Abstract

ABSTRACTThis paper deals with the numerical performance of a sponge layer as a non-reflective boundary condition. This technique is well known and widely adopted, but only recently have the reasons for a sponge failure been recognised, in analysis by Mani. For multidimensional problems, the ineffectiveness of the method is due to the self-reflections of the sponge occurring when it interacts with an oblique acoustic wave. Based on his theoretical investigations, Mani gives some useful guidelines for implementing effective sponge layers. However, in our opinion, some practical indications are still missing from the current literature. Here, an extensive numerical study of the performance of this technique is presented. Moreover, we analyse a reduced sponge implementation characterised by undamped partial differential equations for the velocity components.
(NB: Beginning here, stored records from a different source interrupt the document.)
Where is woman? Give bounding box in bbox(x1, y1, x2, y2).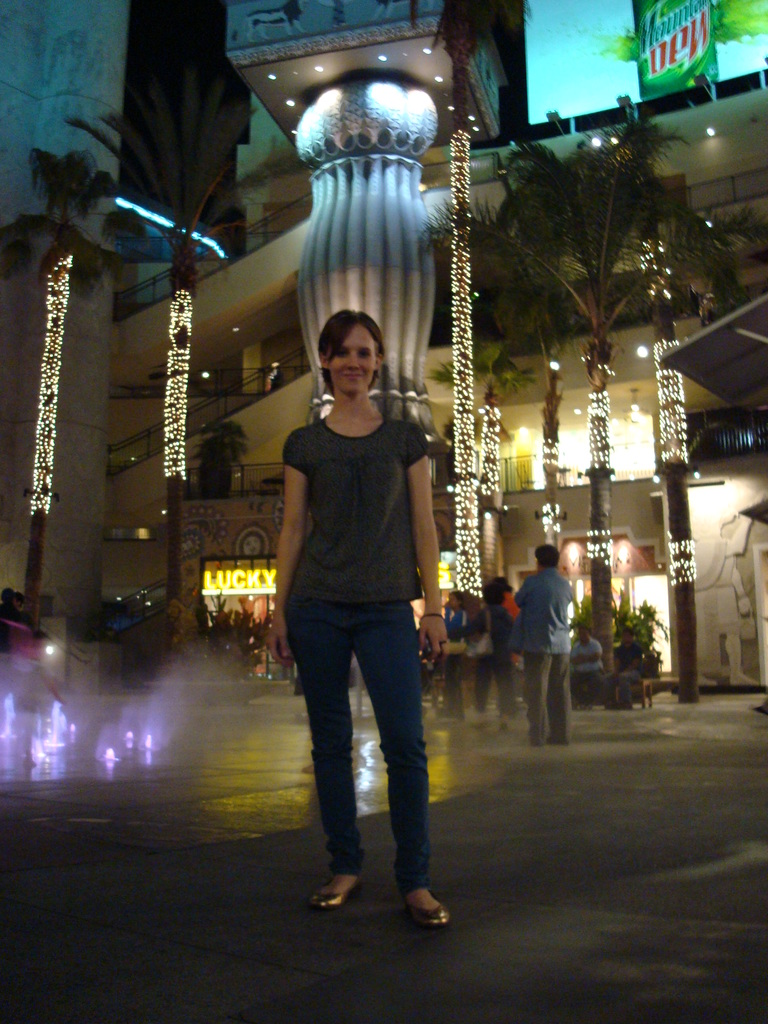
bbox(260, 300, 463, 946).
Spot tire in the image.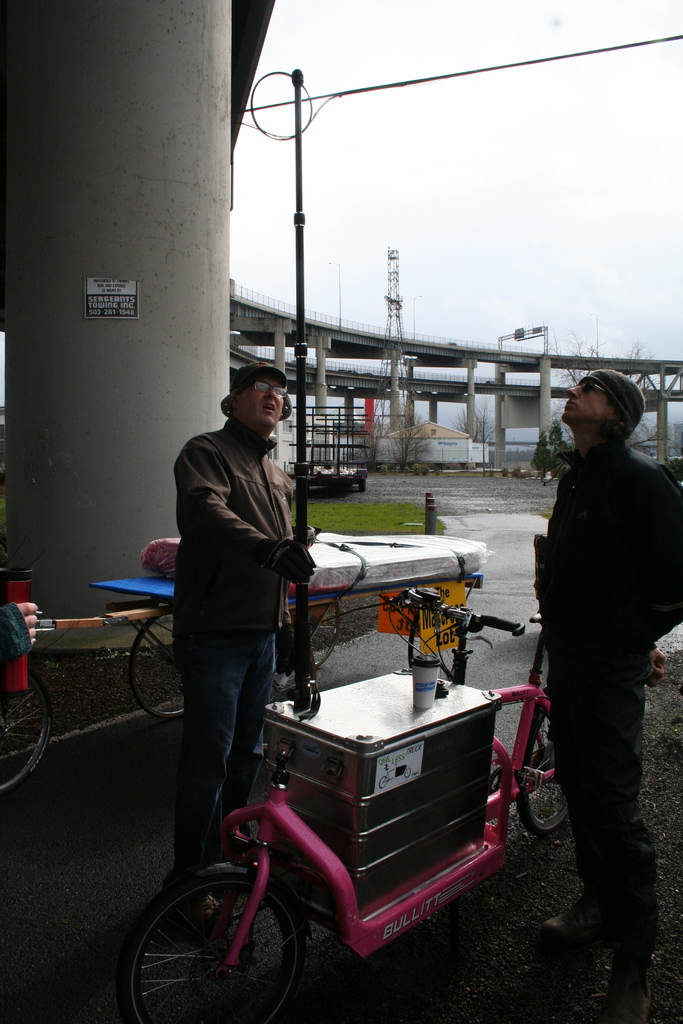
tire found at detection(135, 861, 311, 1011).
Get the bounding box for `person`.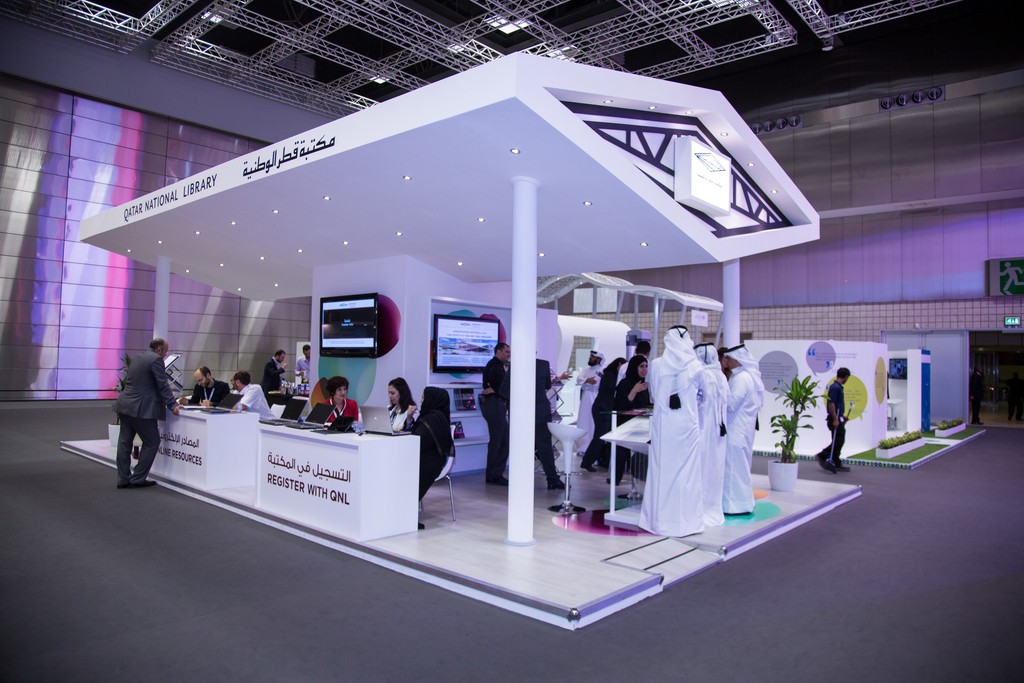
(648, 324, 710, 531).
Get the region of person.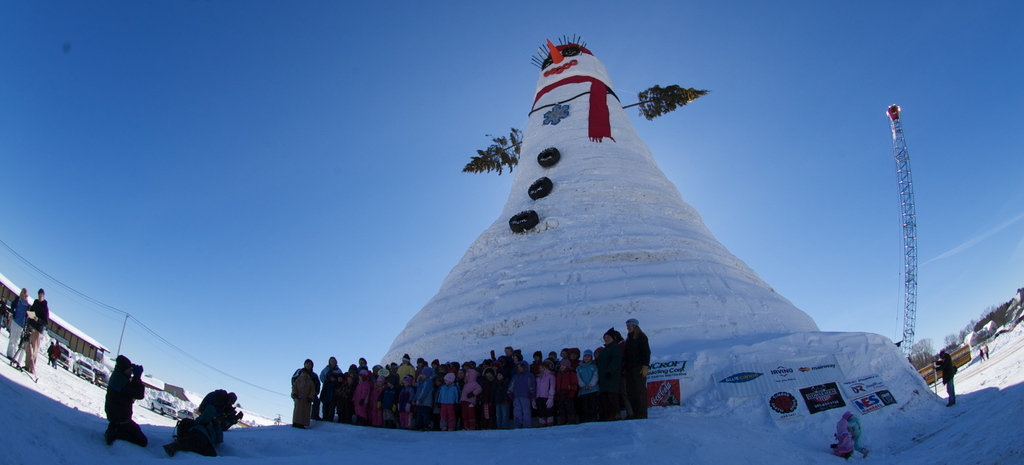
box(15, 282, 50, 377).
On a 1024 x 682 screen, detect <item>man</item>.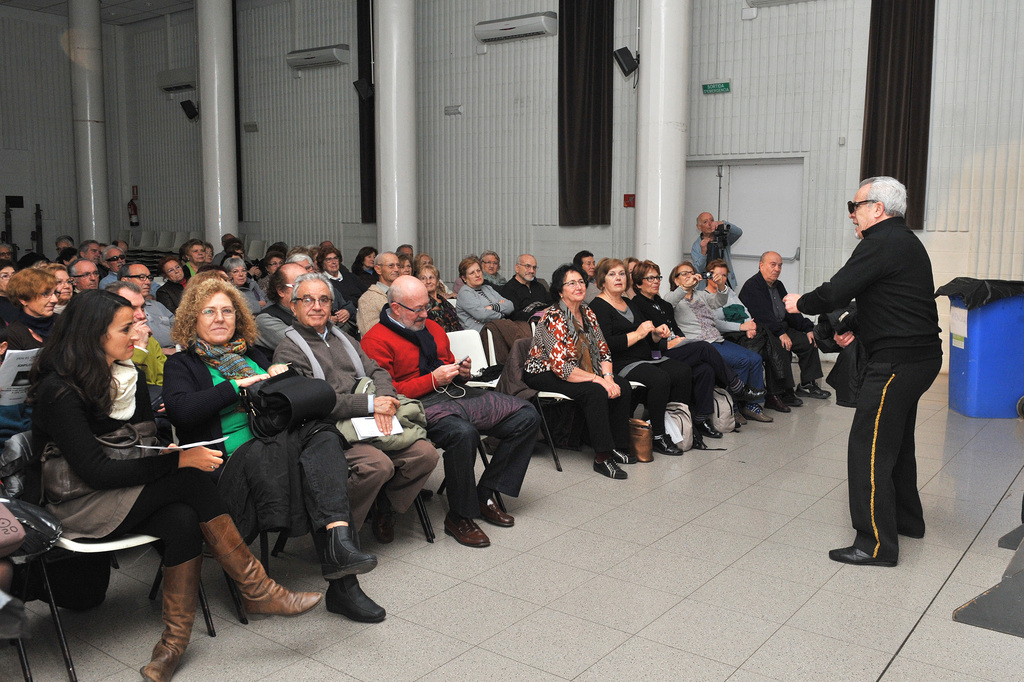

The main aim of this paper relies on the determination of the minimal width of the layer, as well as of the corresponding strength, required to obtain a reflection error of no more than a few per cent of that observed when solving the same problem on the same grid, but without employing the sponge layer term. For this purpose, a test case of computational aeroacoustics, the single airfoil gust response problem, has been addressed in several configurations. As a direct consequence of our investigation, we present a well documented and highly validated reference solution for the far-field acoustic intensity, a result that is not well established in the literature. Lastly, the proof of the accuracy of an algorithm for coupling sub-domains solved by the linear and non-liner Euler governing equations is given. This result is here exploited to adopt a linear-based sponge layer even in a non-linear computation.